According to a report in the Washington Times, Drug Enforcement Administration (DEA) chief Asa Hutchinson told Congress on March 12 that the DEA has obtained “multisource information” linking al Qaeda and its leader, Osama bin Laden, to heroin trafficking. “The very sanctuary previously enjoyed by bin Laden was based on the existence of the Taliban’s drug state, whose economy was exceptionally dependent on opium,” Hutchinson said. 

The increased spending will no doubt be headed for faith-based drug treatment programs. Here the message is: addicts don’t just have a drug problem; they have a belief system problem. Getting them off drugs is only part of the solution—accepting Jesus into your life is the answer. Unemployment and homelessness aren’t the problem, it’s a lack of piety that’s holding you down. 

Beliefs of this nature have a core of strong supporters within the Administration. A recent column by Newhouse News Service reporter Mike O’Keefe confirmed that by pointing out that the Department of Health and Human Services “informed states in a February 26 directive that state welfare plans would have to include a strategy on how they will include faith-based organizations.” The most chilling aspect of the directive is the department is “encouraging states to consider church-trained counselors, not just counselors with psychological and medical credentials, when granting federal money to fight drug and alcohol abuse.” Elizabeth Seale- Scott, director of faith-based efforts at the department said, “We don’t want to present the same medical model over and over as if that’s the definitive measure.” 

“There’s little compassion in ‘compassionate coercion’ without a commitment to a massive investment in drug treatment programs,” said Gale Bataille, Mental Health Director of San Mateo County in California. “It sounds more like a public relations ploy that could pit neighbors against neighbors, obscuring the root causes of substance abuse.” 

For Joan Zweben, clinical psychologist, addiction treatment specialist and the head of a long- standing and respected drug-treatment program in Oakland, California, the president’s program sounds long on promises and short on its ability to deliver. “The most serious problem, from a substance abuse perspective, is that we have inadequate capacity now for providing decent services.

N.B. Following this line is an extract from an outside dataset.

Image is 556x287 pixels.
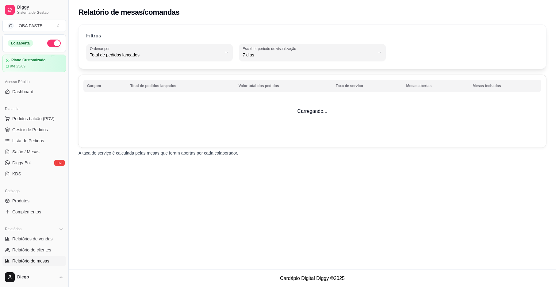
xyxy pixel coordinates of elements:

If you add more people to the mix by incarcerating more people, that will only completely strain an already overburdened system,” she said. 

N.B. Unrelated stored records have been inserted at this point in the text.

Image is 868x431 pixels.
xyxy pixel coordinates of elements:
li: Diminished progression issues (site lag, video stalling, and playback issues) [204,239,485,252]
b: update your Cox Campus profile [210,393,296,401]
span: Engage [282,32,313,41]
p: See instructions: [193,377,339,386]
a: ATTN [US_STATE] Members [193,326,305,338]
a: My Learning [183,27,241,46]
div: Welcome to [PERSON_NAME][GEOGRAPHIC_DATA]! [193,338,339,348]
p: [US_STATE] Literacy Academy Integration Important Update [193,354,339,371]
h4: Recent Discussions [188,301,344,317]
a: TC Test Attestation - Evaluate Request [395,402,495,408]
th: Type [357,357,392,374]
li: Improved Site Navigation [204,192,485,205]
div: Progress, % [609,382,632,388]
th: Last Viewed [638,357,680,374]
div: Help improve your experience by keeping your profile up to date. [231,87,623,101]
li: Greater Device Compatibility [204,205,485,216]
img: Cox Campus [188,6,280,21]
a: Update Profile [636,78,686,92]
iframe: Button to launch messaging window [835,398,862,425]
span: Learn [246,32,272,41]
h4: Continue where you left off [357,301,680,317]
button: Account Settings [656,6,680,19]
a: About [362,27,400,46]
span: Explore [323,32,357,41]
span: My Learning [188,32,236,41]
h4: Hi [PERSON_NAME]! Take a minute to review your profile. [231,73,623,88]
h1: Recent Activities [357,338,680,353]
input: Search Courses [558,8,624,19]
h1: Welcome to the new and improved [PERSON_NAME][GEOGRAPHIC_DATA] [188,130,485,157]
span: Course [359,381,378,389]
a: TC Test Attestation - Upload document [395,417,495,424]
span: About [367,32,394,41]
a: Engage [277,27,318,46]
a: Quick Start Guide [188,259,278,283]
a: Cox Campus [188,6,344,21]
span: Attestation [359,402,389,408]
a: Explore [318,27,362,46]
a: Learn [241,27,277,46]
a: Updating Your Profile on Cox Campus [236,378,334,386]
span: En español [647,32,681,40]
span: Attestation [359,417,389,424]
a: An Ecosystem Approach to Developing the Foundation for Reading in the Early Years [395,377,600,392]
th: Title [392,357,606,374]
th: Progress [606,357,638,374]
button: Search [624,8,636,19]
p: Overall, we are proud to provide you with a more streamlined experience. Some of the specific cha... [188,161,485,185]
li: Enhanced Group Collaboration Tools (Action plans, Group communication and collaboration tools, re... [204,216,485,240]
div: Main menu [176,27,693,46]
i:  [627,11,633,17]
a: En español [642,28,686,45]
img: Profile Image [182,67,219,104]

“While ‘compassionate coercion,’ often works in Drug Court situations, which is a more structured intervention, this initiative has the scary ring of McCarthyism to it,” she added. “Drug abuse should be viewed as primarily a public health problem. The criminal justice system has an important role, but should not be the first or main approach.” 

A Holy War Against Dissent 

Who needs an Office of Strategic Influence when you’ve got William Bennett and his newly formed Americans for Victory Over Terrorism (AVOT)? Bennett announced the founding of AVOT at the National Press Club in mid- March, saying its aims are to “take to task those groups and individuals who fundamentally misunderstand the nature of the war we are facing.” 

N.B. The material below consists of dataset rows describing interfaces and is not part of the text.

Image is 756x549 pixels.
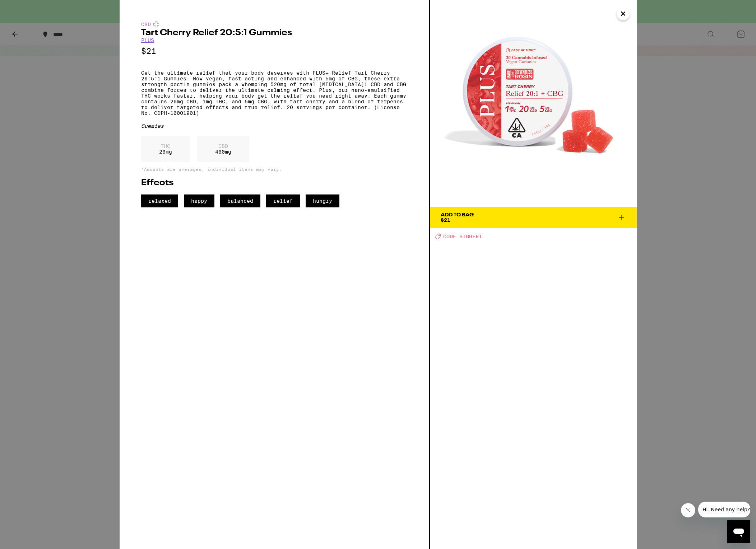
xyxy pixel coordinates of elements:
span: relaxed [141,194,178,208]
p: Get the ultimate relief that your body deserves with PLUS+ Relief Tart Cherry 20:5:1 Gummies. Now... [141,70,407,116]
img: cbdColor.svg [154,21,159,27]
iframe: Close message [681,504,696,518]
p: $21 [141,47,407,56]
h2: Tart Cherry Relief 20:5:1 Gummies [141,28,407,37]
a: PLUS [141,37,154,43]
p: CBD [215,144,232,149]
iframe: Message from company [698,502,751,518]
div: 400 mg [197,136,249,162]
span: balanced [220,194,260,208]
button: Close [617,7,630,20]
iframe: Button to launch messaging window [728,521,751,544]
span: CODE HIGHFRI [444,234,482,239]
div: CBD [141,21,407,27]
div: Gummies [141,123,407,129]
p: THC [159,144,172,149]
button: Add To Bag$21 [430,207,637,228]
div: 20 mg [141,136,190,162]
p: *Amounts are averages, individual items may vary. [141,167,407,171]
h2: Effects [141,179,407,187]
span: hungry [305,194,340,208]
span: relief [266,194,300,208]
div: Add To Bag [441,213,474,217]
span: happy [184,194,215,208]
span: $21 [441,217,451,223]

Bennett has a long resume that includes lots of time on the government payroll. The official bio posted at AVOT.org notes he is: co-director of Empower America and EMPOWER.org; former chair of the National Endowment for the Humanities; former secretary of education, and former director of the Office of National Drug Control Policy. Bennett co-chairs the Partnership for a Drug-Free America, with former New York Governor Mario Cuomo, and he has written or edited 17 books. His current book is called Why We Fight: Moral Clarity and the War on Terrorism

Unmentioned in Bennett’s resume is the fact that although he supported the war in Vietnam, he apparently had the “moral clarity” not to serve in the military. 

When not on the government payroll, Bennett has been occupying a number of chairs at right-wing think tanks. At the AVOT launch, Bennett named names; individuals who have had the gall to question the president’s “war on terrorism.” 

Frank Gaffney is one of Bennett’s chief cohorts on this project, which is sponsored by Empower America. Gaffney is president of the ultra-right Center for Security Policy (CSP), which, writes Jim Lobe in Alternet, “has long led the inside-the-Beltway campaign for Star Wars.” Gaffney is also one of those guys who show up on the television talking head programs in times of war. He’s been a repeat guest on “Hardball,” CNBC’s nightly talkfest, hosted by Chris Matthews. 

In a recent “Hardball” appearance Gaffney defended what most people in the world think is indefensible, the Bush administration’s plans for the use of nuclear weapons. Gaffney called it a program set up by “adults” to look at all the available options. According to the Los Angeles Times’ Paul Richter, the plan calls for nuclear weapons to be used in three types of situations: “against targets able to withstand nonnuclear attack; in retaliation for attack with nuclear, biological or chemical weapons; or ‘in the event of surprising military developments.’” 

Another key advisor is former CIA director, James Woolsey. Woolsey has been the number one television promoter of going to war with Iraq since the U.S. bombing campaign began. Lobe explains that Woolsey, as a member of the Pentagon’s defense Policy Board, was sent to Europe shortly after September 11 to “gather evidence linking Iraq” to the attacks. Lobe: “Woolsey is closely associated with a pro- Likud position on the Middle East and sits on the board of the Jewish Institute for National Security (JINSA), a hawkish pro-Likud group. On Tuesday, he told reporters he agreed with those who are ‘calling the war we’re in now World War IV’.” 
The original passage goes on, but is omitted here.